Barack Hussein Obama II, born August 4, 1961, is the 44th and current President of the United States. He is the first African American to hold the office not once, but twice.
Born in Honolulu, Hawaii, Obama is a graduate of Columbia University and Harvard Law School, where he was president of the Harvard Law Review. He was a community organizer in Chicago before earning his law degree. He worked as a civil rights attorney in Chicago and taught constitutional law at the University of Chicago Law School from 1992 to 2004. He served three terms representing the 13th District in the Illinois Senate from 1997 to 2004, running unsuccessfully for the United States House of Representatives in 2000.
Several events brought Obama to national attention during his campaign to represent the State of Illinois in the United States Senate in 2004, including his victory in the March 2004 Illinois Democratic primary and his keynote address at the Democratic National Convention in July 2004. He won the Senate election in November 2004, serving until his resignation following his 2008 presidential election victory. His presidential campaign began in February 2007, and after a close campaign in the 2008 Democratic Party presidential primaries against Hillary Rodham Clinton, he won his party’s nomination. In the 2008 presidential election, he defeated Republican nominee John McCain, and was inaugurated as president on January 20, 2009. Nine months later, Obama was named the 2009 Nobel Peace Prize laureate. In April 2011, he announced that he would be running for re-election in 2012.
As president, Obama signed economic stimulus legislation in the form of the American Recovery and Reinvestment Act of 2009 and the Tax Relief, Unemployment Insurance Reauthorization, and Job Creation Act of 2010 in response to the 2007–2009 recession in the United States. Other major domestic policy initiatives include the Patient Protection and Affordable Care Act, the Dodd–Frank Wall Street Reform and Consumer Protection Act, the Don’t Ask, Don’t Tell Repeal Act of 2010, and the Budget Control Act of 2011. In foreign policy, Obama ended US military involvement in the Iraq War, increased troop levels in Afghanistan, signed the New START arms control treaty with Russia, ordered U.S. military involvement in Libya, and ordered the military operation that resulted in the death of Osama bin Laden. In May 2012, he became the first sitting U.S. president to publicly support legalizing same-sex marriage.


Each line of the entries below that includes "will" belongs in your answer.

Stored items:
== == ==

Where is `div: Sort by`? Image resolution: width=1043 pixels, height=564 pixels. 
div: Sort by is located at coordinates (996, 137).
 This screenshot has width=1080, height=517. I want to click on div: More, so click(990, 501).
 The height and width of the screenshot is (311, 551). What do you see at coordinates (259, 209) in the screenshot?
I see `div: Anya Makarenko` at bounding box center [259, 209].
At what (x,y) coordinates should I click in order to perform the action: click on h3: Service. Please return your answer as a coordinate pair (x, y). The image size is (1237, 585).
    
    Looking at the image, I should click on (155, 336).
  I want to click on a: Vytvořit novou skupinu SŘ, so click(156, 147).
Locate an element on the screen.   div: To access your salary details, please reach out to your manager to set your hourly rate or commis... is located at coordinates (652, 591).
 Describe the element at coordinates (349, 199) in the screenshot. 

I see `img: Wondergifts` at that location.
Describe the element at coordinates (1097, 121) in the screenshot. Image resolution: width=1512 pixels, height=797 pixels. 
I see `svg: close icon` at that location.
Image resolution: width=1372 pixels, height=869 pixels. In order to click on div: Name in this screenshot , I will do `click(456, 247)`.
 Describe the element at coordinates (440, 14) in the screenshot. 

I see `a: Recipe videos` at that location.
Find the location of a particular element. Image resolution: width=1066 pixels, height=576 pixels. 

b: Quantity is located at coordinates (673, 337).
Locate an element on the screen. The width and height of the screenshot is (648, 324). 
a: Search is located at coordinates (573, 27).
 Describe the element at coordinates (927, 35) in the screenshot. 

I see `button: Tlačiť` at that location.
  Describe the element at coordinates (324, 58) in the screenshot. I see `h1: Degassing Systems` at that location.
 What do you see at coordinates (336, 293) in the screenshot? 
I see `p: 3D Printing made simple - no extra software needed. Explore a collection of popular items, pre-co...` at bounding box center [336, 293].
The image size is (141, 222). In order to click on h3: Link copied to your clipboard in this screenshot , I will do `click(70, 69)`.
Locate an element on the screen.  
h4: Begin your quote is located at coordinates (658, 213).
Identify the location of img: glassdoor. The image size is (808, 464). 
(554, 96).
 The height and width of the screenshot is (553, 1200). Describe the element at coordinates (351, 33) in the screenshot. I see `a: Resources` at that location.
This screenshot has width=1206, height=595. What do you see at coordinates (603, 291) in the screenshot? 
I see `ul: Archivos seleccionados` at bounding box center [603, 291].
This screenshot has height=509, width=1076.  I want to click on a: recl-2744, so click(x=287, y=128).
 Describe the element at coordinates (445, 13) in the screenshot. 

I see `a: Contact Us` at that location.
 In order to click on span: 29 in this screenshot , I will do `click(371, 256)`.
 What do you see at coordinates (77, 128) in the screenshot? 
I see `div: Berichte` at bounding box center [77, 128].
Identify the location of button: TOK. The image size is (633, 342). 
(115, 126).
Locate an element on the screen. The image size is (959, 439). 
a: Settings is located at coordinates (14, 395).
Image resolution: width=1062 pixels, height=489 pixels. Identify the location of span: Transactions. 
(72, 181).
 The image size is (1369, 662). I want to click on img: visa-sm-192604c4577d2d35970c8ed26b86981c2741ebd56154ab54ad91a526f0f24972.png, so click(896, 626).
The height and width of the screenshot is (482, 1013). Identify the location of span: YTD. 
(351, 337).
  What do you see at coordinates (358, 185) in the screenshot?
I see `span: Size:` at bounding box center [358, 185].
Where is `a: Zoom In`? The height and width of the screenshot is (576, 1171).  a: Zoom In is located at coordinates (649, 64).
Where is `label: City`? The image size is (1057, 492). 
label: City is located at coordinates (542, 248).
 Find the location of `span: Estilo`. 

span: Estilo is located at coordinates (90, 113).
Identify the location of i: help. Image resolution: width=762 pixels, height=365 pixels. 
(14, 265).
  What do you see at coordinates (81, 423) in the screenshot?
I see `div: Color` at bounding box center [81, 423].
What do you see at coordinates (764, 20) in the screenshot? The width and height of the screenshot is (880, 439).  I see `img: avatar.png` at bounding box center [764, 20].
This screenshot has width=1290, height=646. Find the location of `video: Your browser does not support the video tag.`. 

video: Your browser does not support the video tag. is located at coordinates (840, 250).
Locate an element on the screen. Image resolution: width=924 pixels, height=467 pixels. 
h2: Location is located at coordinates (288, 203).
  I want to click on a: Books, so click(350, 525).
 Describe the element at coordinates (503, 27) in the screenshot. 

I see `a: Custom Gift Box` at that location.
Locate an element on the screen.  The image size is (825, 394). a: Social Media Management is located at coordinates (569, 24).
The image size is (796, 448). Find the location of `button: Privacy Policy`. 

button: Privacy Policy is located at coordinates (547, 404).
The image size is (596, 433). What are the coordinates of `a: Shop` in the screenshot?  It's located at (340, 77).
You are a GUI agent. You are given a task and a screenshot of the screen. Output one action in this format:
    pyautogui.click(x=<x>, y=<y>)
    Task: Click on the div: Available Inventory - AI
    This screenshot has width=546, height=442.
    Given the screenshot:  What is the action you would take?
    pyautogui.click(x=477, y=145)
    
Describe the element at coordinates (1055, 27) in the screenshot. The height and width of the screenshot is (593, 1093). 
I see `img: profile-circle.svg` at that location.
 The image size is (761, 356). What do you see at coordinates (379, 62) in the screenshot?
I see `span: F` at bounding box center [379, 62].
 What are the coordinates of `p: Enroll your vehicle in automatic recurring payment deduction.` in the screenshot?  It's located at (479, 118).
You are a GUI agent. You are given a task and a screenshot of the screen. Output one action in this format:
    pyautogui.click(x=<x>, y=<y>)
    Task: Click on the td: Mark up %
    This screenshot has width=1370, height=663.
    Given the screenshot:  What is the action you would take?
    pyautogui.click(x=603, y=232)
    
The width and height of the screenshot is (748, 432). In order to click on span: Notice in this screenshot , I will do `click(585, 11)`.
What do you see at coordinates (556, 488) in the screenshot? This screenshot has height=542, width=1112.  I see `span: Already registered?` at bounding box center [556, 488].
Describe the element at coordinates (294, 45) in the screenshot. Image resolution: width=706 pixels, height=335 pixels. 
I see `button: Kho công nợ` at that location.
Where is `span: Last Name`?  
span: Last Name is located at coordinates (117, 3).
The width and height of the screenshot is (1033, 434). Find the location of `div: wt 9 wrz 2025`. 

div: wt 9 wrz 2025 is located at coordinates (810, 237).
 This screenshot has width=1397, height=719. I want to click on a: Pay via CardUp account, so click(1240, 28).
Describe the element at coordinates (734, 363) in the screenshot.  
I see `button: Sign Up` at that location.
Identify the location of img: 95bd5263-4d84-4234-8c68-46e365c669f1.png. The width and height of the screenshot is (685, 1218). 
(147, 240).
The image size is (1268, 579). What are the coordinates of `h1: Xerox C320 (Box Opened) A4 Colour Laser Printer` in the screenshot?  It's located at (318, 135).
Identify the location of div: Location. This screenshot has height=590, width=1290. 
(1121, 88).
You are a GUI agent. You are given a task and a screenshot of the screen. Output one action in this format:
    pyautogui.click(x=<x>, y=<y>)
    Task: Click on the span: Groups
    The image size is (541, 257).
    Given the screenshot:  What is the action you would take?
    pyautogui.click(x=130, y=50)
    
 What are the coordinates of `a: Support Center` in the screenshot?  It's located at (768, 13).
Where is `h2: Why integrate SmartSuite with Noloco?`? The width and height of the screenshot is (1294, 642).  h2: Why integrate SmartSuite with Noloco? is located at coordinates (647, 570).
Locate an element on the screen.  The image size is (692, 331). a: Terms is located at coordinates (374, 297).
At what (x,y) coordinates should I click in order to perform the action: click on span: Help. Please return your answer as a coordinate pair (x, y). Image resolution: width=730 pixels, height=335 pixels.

== == ==

> **Reply**
Image resolution: width=1372 pixels, height=869 pixels. In order to click on div: Name in this screenshot , I will do `click(456, 247)`.
The image size is (141, 222). In order to click on h3: Link copied to your clipboard in this screenshot , I will do `click(70, 69)`.
 In order to click on span: 29 in this screenshot , I will do `click(371, 256)`.
The width and height of the screenshot is (748, 432). In order to click on span: Notice in this screenshot , I will do `click(585, 11)`.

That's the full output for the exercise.